What a glorious day, for the weather and not to be in ski boots for a third day. We skied Friday and Saturday (see Alta Badia Dolomites Weekend and Skiing the Sellaronda). The trail to Jimmy is straightforward: trail 8B from Colfosco up to the intersection with trail 8 and then head to Passo Gardena. Jimmy Hütte sits south and just below the Pizes de Cir mountain range.

We ate very well at Jimmy Hütte. It was different from when we were there in June 2008 and it wasn't open, and we sat on the empty deck eating sandwiches and drinking homemade Dolcetto wine.
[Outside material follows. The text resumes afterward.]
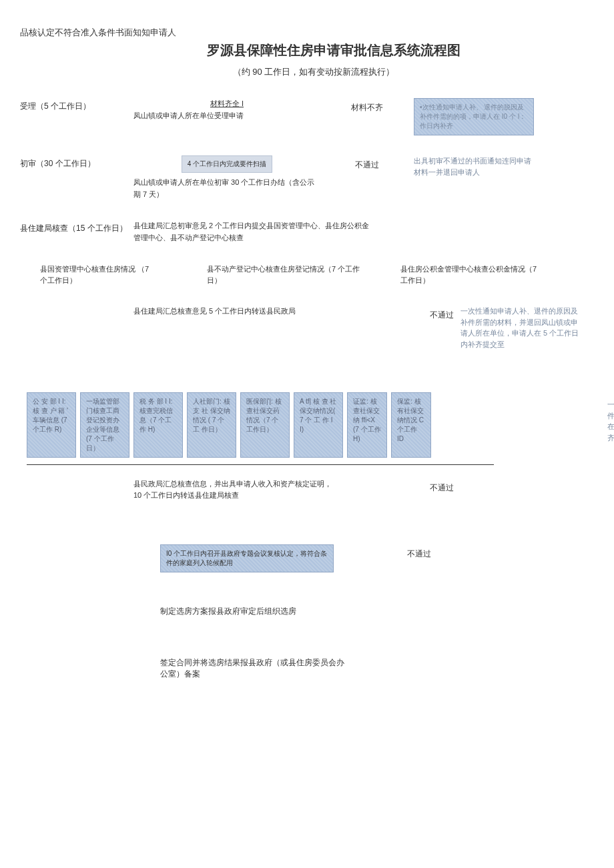 The image size is (614, 868). I want to click on forward-civil-affairs: 县住建局汇总核查意见 5 个工作日内转送县民政局 不通过 一次性通知申请人补、退…, so click(364, 328).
We cheated by taking the Frara gondola back down to Colfosco instead of walking back. We rationalized it by the fact that we need to get on the road back to Bergamo as quick as possible to avoid the traffic of the A22, which we hit anyways.

Views back toward Colfosco and Corvara with the Gruppo delle Cunturines.
Views back toward Colfosco and Corvara with the Gruppo delle Cunturines.Views back toward Colfosco and Corvara with the Gruppo delle Cunturines.

Left: Our group walks in the mid morning light toward Jimmy Hütte. Right: Jimmy Hütte appears on the horizon, under the Pizes de Cir group. 
Our group walks in the mid morning light toward Jimmy Hütte.Jimmy Hütte appears on the horizon, under the Pizes de Cir group.

Left: In June 2008, Jimmy Hütte was closed. We ate sandwiches and drank homemade dolcetto wine in used San Benedetto bottles - classy. Center and right: 2016 lunch a bit more upscale - salmon starter and glass of wine at Jimmy Hütte.
In June 2008, Jimmy Hütte was closed. We ate sandwiches and homemade wine.Salmon starter and glass of wine at Jimmy Hütte.Salmon starter and glass of wine at Jimmy Hütte.

Left: View of Colfosco from the trail. Right: Markers for trail 8 and 8b.
View of Colfosco from the trail.Markers for trail 8 and 8b.